Said that and looking at how we could possible help if this doesn't go forward so kernel test can be unblocked, I've just checked what Richard Fan was doing and seems that there is a AutoYaST test suite which should be the same than the one interactive failing: https://openqa.opensuse.org/tests/3247995 I guess QE Kernel could use that one asking first Richard if it is ok in order to unblock this issue.
Let me know if something doesn't work and we could also help there.
Updated by pcervinka over 1 year ago
I don't understand where are you heading and suggesting us to use AY for jobs which we are not primarily responsible. We shouldn't to be responsible for generic image preparation jobs(unless it is on our specific hardware, or is it related to very specific configuration).

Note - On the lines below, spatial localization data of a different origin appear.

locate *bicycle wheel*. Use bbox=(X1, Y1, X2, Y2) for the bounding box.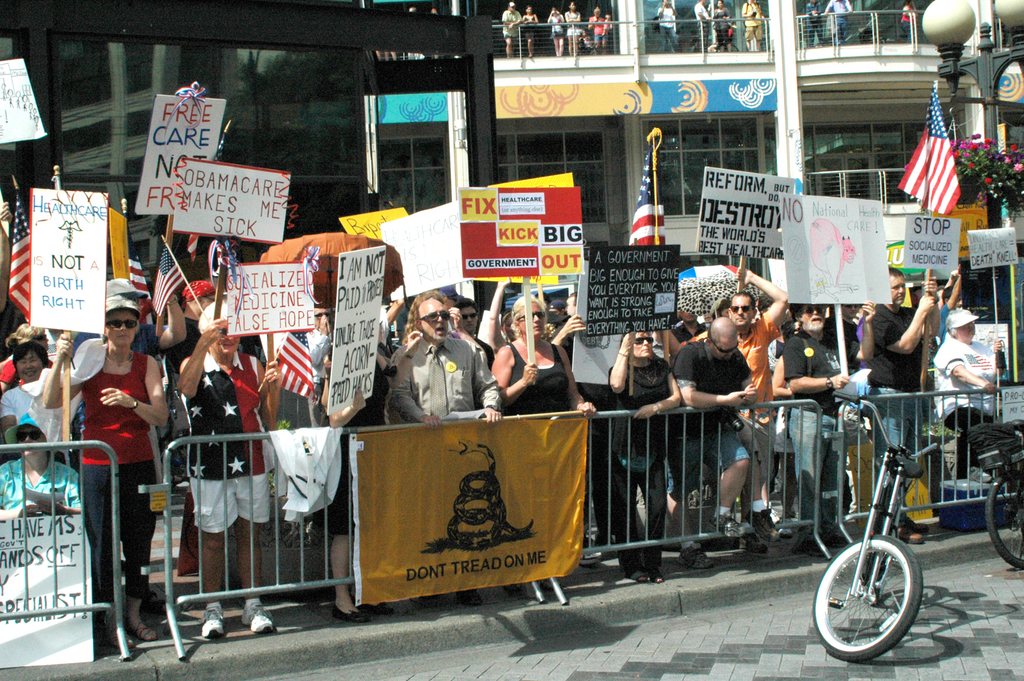
bbox=(985, 470, 1023, 574).
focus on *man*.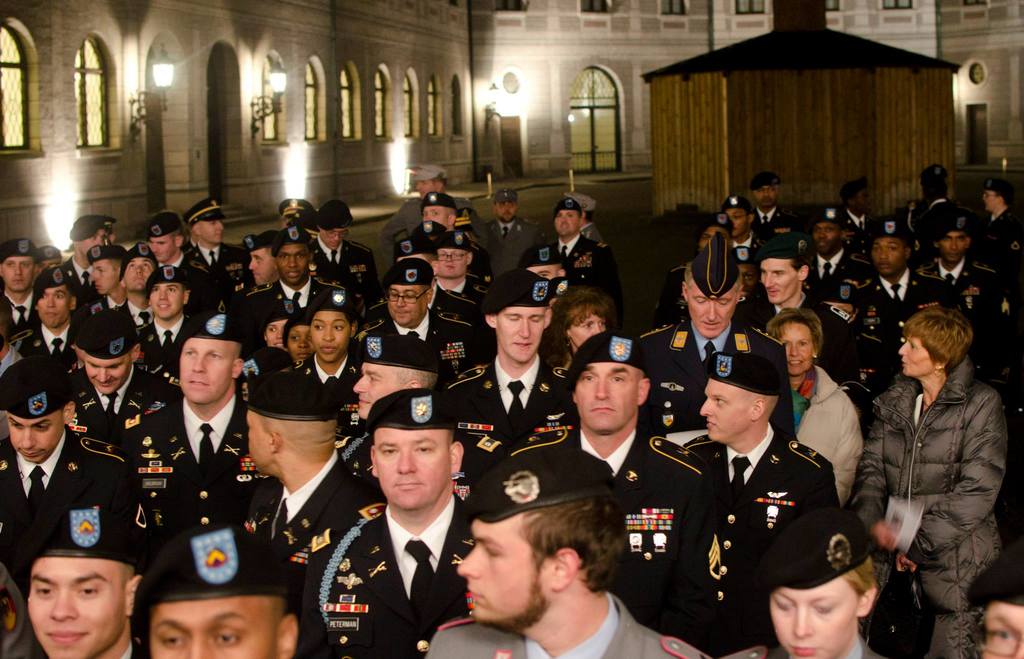
Focused at 422:444:716:658.
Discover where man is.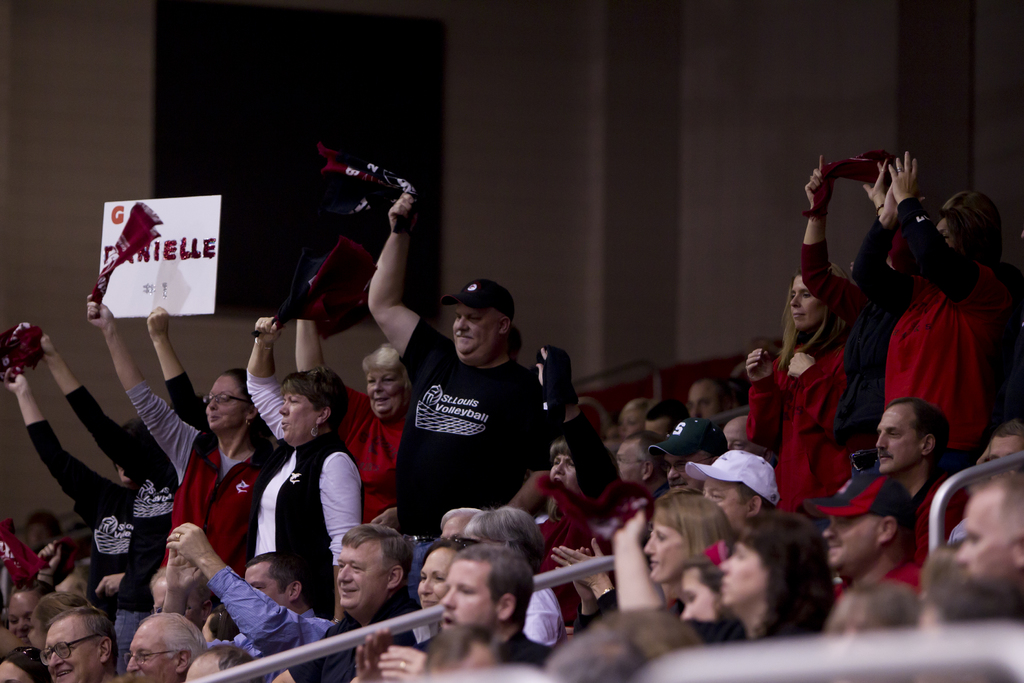
Discovered at 299,531,418,655.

We always reused existing images, like other teams. If someones decides to fix reported problem, I don't mind how they will do it. If is solution to use AY, why not, we will just update job dependencies. Or something changed at some point and each team should create own qcow2 image preparation jobs?
Updated by JERiveraMoya over 1 year ago
pcervinka wrote:
I don't understand where are you heading and suggesting us to use AY for jobs which we are not primarily responsible. We shouldn't to be responsible for generic image preparation jobs(unless it is on our specific hardware, or is it related to very specific configuration). We always reused existing images, like other teams. If someones decides to fix reported problem, I don't mind how they will do it. If is solution to use AY, why not, we will just update job dependencies. Or something changed at some point and each team should create own qcow2 image preparation jobs?
There is more than one year that we are sharing that info in Weekly Sync, I also think we have talked about in the past in Slack, the idea is that each squad is more and more independent and take their choices having their own images if they run something in the installed system.
You need to check with QE-Core (Richard's squad) for those generic images, as they are fine with maintaining them, but Yam squad just need to provide the test suite for avoid regression and check that AutoYaST is fine in basic scenarios (but not link other squads's test suite with that one).
In other words, it is fine that there would be two test suites (jobs) doing the same, we might waste a few resources but the management is more clean so each squad have their own stuff in their job group (it is not the case for openSUSE, ok, but we can check the maintainer), and editing few xmls, filing some bugs by their own for autoyast or even contacting Yam squad to help or cc in the bug is the way to go. In that way we can also all squad be more fair with each other regarding existing technical debt in the code.
Updated by pcervinka over 1 year ago
@JERiveraMoya let's follow with discussion next week on already scheduled call. Thank you.
Updated by szarate over 1 year ago
- Related to action #128339: [qe-core][functional] children jobs use the qcow2 image which created via autoyast added
Updated by openqa_review over 1 year ago
This is an autogenerated message for openQA integration by the openqa_review script:
This bug is still referenced in a failing openQA test: install_ltp+opensuse+DVD
https://openqa.opensuse.org/tests/3311396#step/install_ltp/1
To prevent further reminder comments one of the following options should be followed:
- The test scenario is fixed by applying the bug fix to the tested product or the test is adjusted
- The openQA job group is moved to "Released" or "EOL" (End-of-Life)
- The bugref in the openQA scenario is removed or replaced, e.g.
label:wontfix:boo1234
Expect the next reminder at the earliest in 28 days if nothing changes in this ticket.
Updated by slo-gin 8 months ago
This ticket was set to High priority but was not updated within the SLO period. Please consider picking up this ticket or just set the ticket to the next lower priority.